My biggest mistake in grad school was in expecting it to be like college. In college, classes are important and are the most important thing academically. In grad school, on the other hand, I found classes to be of secondary importance. What is paramount, at least for the PhD, is research. Unfortunately, I did not come to this conclusion until very late in my grad school career, after I had spent much of my energy taking grad courses that were of little importance to me. This is not to say that all grad courses are useless; I had a number of classes which I wouldn't trade for the world. More, it is to say that, if you are going for your PhD, classes are second to research and are only important in find you a research topic and giving you the background to do it.

My second point is related. I thought that Williams, being a liberal arts college, would not be able to give me a really strong background in CS. I was dead wrong. I was very well prepared for my grad school. In fact, part of my jaded attitude towards coursework stems from the fact that I was so well prepared that fully 50% of the grad courses I took were rehashes of material I had already had at Williams (and many of them were watered down, at that). The Williams CS program is fully and firmly grounded in what I would consider the closest thing to a canon in computer science, and it is taught very well. Just as an indicator: I took and passed IU's screening exam questions in operating systems based solely on what I had learned in Tom's course some two or three years before.

My final point to the PhD student is a lesson I learned very recently. The PhD is a very lonely goal. Your success or failure depends solely upon your initiative, drive, and endurance. Your advisor and institution have some effect on this (let's face it, an advisor with a going research program and an international reputation will give you a bigger edge than one without either of these), but ultimately you are responsible for yourself. The PhD requires a lot of fortitude... you shouldn't go for it unless you really love what you're doing.

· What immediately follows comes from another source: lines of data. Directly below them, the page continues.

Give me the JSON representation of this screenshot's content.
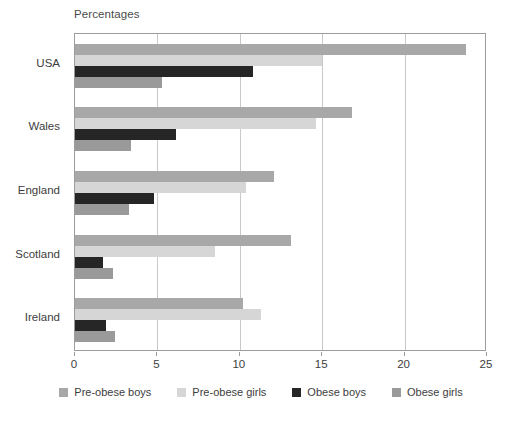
{
  "chart_data": {
    "type": "bar",
    "orientation": "horizontal",
    "title": "",
    "axis_title": "Percentages",
    "xlabel": "",
    "ylabel": "",
    "xlim": [
      0,
      25
    ],
    "xticks": [
      0,
      5,
      10,
      15,
      20,
      25
    ],
    "grid": true,
    "grid_axis": "x",
    "legend_position": "bottom",
    "categories": [
      "USA",
      "Wales",
      "England",
      "Scotland",
      "Ireland"
    ],
    "series": [
      {
        "name": "Pre-obese boys",
        "color": "#a8a8a8",
        "values": [
          23.7,
          16.8,
          12.1,
          13.1,
          10.2
        ]
      },
      {
        "name": "Pre-obese girls",
        "color": "#d6d6d6",
        "values": [
          15.0,
          14.6,
          10.4,
          8.5,
          11.3
        ]
      },
      {
        "name": "Obese boys",
        "color": "#262626",
        "values": [
          10.8,
          6.1,
          4.8,
          1.7,
          1.9
        ]
      },
      {
        "name": "Obese girls",
        "color": "#9a9a9a",
        "values": [
          5.3,
          3.4,
          3.3,
          2.3,
          2.4
        ]
      }
    ]
  },
  "legend": {
    "items": [
      {
        "label": "Pre-obese boys",
        "color": "#a8a8a8"
      },
      {
        "label": "Pre-obese girls",
        "color": "#d6d6d6"
      },
      {
        "label": "Obese boys",
        "color": "#262626"
      },
      {
        "label": "Obese girls",
        "color": "#9a9a9a"
      }
    ]
  },
  "colors": {
    "frame": "#9c9c9c",
    "grid": "#c9c9c9",
    "text": "#3d3d3d",
    "background": "#ffffff"
  }
}
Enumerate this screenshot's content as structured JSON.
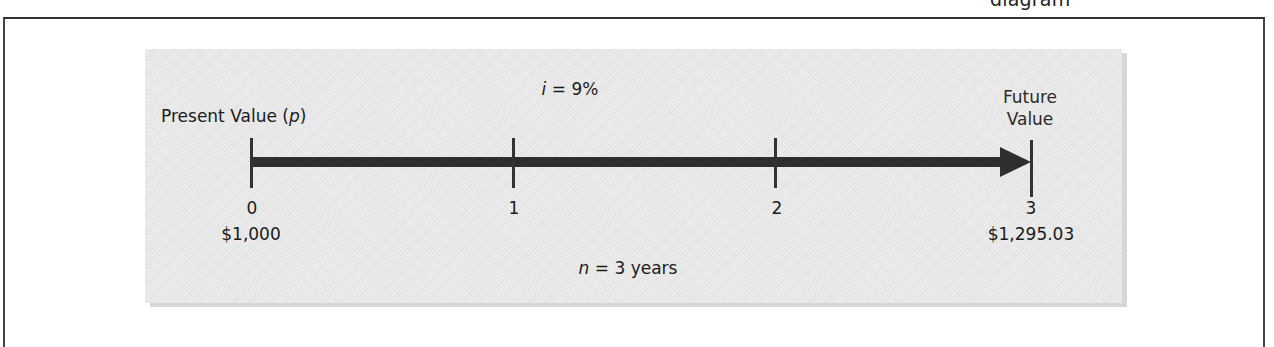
{
  "figure": {
    "clipped_caption": "diagram"
  },
  "timeline": {
    "rate_label_var": "i",
    "rate_label_rest": " = 9%",
    "present_value_label_prefix": "Present Value (",
    "present_value_label_var": "p",
    "present_value_label_suffix": ")",
    "future_value_label_line1": "Future",
    "future_value_label_line2": "Value",
    "periods": [
      {
        "label": "0",
        "amount": "$1,000"
      },
      {
        "label": "1",
        "amount": ""
      },
      {
        "label": "2",
        "amount": ""
      },
      {
        "label": "3",
        "amount": "$1,295.03"
      }
    ],
    "duration_var": "n",
    "duration_rest": " = 3 years"
  },
  "colors": {
    "panel_bg": "#e9e9e9",
    "arrow": "#2e2e2e",
    "text": "#1b1b1b"
  }
}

As for the masters, I don't have much advice. I'd guess my main advice is to go for a university with a good mix of current, hot technology and academic quirkiness (IU is big on academic quirkiness). You will need exposure to the latest technology to get hired at a good job, but it's not as important as you might think. This stuff changes so fast, that what is important is if you can keep up. Can you learn new things? Can you adapt to a new environment? Can you take a patently absurd premise and make it work? An environment of academic quirkiness will give you the edge, here. As a particular example, I learned scheme but good at IU (IU is its spiritual homeland). Nobody uses scheme outside of IU or its allies for anything serious, so this might seem like a waste to have learned scheme. Yet, with scheme, you can learn much about the essence of programming and programming languages (and, I think I have done so). So, even so the particular language is not too useful to me, the things I learned indirectly have matured my thinking. It is this later skill that my employer was seeking when they hired me. Particular skills are helpful (so avoid those places still using punch cards), but they aren't as important as the ability to think and learn.